Every year Shoreline Amphitheater
closes out the year with another Bridge School Benefit. The doors
opened at three, but after I got there I found out the main stage
didn't start to get active until 5 PM.
Off to the side there was a trailer
with music coming out of the side. Some were listening.
That woman was somehow very funny
and quite good. I wasn't ready to sit down so I wandered on. Just
enjoyed people watching and stuff like that for a while.
Before long the Native-Americans did
some sort of blessing ceremony to consecrate everything about the
evening and everyone involved with it.
Then Peggy Young gave some history
about the Bridge School. They'd started it as a way to help
special needs kids find the help they need to learn how to make it
on their own in this world. They have grown a lot since the
beginning, fifteen years ago. She reeled of a long but quick list
of thank you messages. Then she introduced Neil Young.
Yup. Watching good live music with
20,000 of my closest friends.
This band is named Spoon. One of
their songs is a big hit. They played it and I recognized it
immediately. Didn't know their other stuff but it was fine.
St. Vincent is simply a looker.
Sounded good to, but not stuff I was familiar with at all.
Gary Clark Jr. has a great blues
sound, but the issues aired out in the songs just left me feeling
disconnected.
Somewhere in there they raffled off
the tee pee I'd seen wandering around just after they opened the
gates.
It was a treat to listen to this
guy. Worth the price of admission for sure.
Sheryl Crow started her set with "A
Change would do you good!"
She made a comment that felt like
"Wow! I'm sitting at Neil Young's piano for this one." Then she
played another song I've heard on the radio many times.
At another point in her set the Dixie Chicks came out to help with
a song.
The Dixie Chicks were the ones I'd
really wanted to see with my own eyes. Back in the second Bush era
there was a time when we really needed someone to speak up. It was
one of those "It's so much more real when you're quoting real
people in the struggle now whose names are public footballs" kind
of thing. Singing in London at the Bush Theater, the lead singer
had said "I'm ashamed of President Bush" or words to that effect.
It was enough to make the name "DIXIE CHICKS" a hot potato.
Overnight they went from being a top Country act to every
mainstream liberals darling. Conservative talk radio hosts
vilified them into retirement. They had a rough few years.
I think this is very early in their return tour. A year or so ago
I saw an article in which the woman said "I said that because I
was reading in the British press that President Bush was speaking
for all Americans and it just wasn't true." Thank you Dixie
Chicks!
It was an honor to see them with my
own eyes.
Several of the songs Neil Young sang
amounted to prayers for mother earth. A great note to go home on.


• _Task directions_
Every line with the string "DATE" should be copied from the data.

• _Given data_
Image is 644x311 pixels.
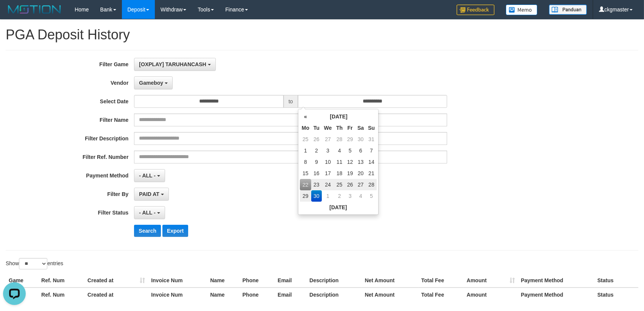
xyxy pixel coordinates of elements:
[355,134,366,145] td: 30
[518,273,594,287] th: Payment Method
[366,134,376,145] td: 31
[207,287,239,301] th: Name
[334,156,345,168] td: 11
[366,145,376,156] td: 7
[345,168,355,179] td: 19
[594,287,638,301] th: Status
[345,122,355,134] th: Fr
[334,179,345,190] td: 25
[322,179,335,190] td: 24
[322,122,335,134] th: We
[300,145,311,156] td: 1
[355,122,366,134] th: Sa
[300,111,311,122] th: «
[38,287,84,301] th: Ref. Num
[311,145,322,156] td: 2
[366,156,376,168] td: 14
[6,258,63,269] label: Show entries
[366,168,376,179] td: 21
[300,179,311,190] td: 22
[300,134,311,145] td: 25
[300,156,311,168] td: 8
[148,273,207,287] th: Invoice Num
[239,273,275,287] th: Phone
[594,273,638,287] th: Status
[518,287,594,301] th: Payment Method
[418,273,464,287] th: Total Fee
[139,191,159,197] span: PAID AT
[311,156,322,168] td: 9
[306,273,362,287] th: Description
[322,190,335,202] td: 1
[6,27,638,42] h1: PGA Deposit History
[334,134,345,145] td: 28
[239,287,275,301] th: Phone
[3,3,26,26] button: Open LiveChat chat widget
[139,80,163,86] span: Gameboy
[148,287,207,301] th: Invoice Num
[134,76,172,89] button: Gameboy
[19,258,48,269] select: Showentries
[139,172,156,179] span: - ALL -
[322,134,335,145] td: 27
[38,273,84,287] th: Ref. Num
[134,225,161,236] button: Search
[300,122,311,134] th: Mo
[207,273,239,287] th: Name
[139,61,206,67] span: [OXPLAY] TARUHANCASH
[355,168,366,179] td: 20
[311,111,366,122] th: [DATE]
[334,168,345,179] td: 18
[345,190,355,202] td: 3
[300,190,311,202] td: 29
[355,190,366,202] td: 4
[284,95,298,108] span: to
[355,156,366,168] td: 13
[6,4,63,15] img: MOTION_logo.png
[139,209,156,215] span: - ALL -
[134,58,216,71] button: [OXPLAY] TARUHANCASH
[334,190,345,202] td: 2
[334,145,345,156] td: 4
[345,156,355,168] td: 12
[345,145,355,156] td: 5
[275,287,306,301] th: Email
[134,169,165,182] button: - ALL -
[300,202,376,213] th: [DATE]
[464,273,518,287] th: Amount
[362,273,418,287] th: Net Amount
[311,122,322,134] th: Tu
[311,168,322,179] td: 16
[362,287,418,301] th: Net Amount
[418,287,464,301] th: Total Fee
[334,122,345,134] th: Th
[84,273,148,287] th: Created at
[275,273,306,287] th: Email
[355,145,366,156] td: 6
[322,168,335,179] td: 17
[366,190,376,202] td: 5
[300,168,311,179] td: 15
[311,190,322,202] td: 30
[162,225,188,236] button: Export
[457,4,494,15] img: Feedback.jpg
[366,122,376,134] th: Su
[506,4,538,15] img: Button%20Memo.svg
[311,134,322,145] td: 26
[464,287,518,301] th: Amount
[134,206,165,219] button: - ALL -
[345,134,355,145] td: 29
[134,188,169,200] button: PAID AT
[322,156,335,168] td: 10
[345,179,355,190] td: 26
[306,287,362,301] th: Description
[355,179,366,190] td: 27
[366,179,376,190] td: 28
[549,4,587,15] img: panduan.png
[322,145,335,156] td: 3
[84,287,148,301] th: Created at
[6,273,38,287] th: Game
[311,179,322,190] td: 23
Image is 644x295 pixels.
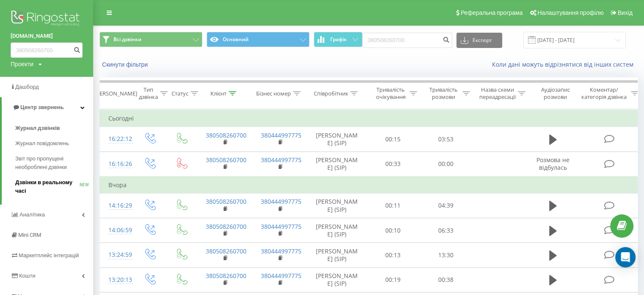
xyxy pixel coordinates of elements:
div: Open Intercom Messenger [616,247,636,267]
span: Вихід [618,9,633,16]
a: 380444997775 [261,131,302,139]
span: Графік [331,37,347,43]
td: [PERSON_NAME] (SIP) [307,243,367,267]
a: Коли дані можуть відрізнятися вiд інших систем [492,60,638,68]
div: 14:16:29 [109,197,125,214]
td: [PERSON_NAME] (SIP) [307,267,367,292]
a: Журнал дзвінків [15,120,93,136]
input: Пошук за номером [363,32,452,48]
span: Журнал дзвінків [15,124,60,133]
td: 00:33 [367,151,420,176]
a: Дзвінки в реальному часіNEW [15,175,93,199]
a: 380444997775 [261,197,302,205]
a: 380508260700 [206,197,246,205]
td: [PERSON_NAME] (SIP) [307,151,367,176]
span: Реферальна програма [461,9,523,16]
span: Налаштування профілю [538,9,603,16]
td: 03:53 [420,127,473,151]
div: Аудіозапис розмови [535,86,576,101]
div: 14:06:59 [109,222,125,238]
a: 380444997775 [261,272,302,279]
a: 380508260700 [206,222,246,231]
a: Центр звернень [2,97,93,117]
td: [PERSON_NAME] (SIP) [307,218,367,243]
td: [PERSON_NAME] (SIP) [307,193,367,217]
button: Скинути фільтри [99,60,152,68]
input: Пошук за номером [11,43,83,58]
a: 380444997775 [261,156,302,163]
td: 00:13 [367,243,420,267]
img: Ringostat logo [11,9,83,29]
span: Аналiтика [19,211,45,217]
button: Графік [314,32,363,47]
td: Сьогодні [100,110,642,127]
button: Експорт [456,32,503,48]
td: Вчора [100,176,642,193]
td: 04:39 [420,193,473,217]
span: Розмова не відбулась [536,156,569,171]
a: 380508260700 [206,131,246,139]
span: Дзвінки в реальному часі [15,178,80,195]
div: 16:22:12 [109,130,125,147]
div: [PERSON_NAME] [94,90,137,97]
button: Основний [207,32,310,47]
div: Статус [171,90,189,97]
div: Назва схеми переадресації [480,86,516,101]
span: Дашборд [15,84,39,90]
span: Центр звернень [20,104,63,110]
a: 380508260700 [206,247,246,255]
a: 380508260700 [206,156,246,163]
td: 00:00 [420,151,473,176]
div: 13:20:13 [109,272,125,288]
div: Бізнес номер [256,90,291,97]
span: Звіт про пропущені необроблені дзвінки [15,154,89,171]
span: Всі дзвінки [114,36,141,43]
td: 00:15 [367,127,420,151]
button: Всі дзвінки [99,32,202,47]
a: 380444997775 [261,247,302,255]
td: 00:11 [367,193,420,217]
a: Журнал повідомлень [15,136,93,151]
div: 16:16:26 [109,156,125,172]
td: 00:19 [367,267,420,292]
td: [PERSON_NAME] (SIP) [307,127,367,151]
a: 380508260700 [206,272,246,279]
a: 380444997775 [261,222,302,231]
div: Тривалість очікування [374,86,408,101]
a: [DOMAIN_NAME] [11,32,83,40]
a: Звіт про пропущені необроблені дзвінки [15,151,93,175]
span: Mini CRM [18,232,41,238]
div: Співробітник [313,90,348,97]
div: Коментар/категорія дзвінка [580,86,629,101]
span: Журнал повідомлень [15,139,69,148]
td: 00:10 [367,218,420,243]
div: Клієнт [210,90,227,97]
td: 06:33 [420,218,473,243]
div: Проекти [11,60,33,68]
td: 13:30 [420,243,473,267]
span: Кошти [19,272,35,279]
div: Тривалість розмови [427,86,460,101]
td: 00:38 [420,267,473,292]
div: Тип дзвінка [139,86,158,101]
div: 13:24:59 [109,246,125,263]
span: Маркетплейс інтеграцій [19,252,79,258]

• _Result for this exercise_
[311,111,366,122] th: [DATE]
[300,202,376,213] th: [DATE]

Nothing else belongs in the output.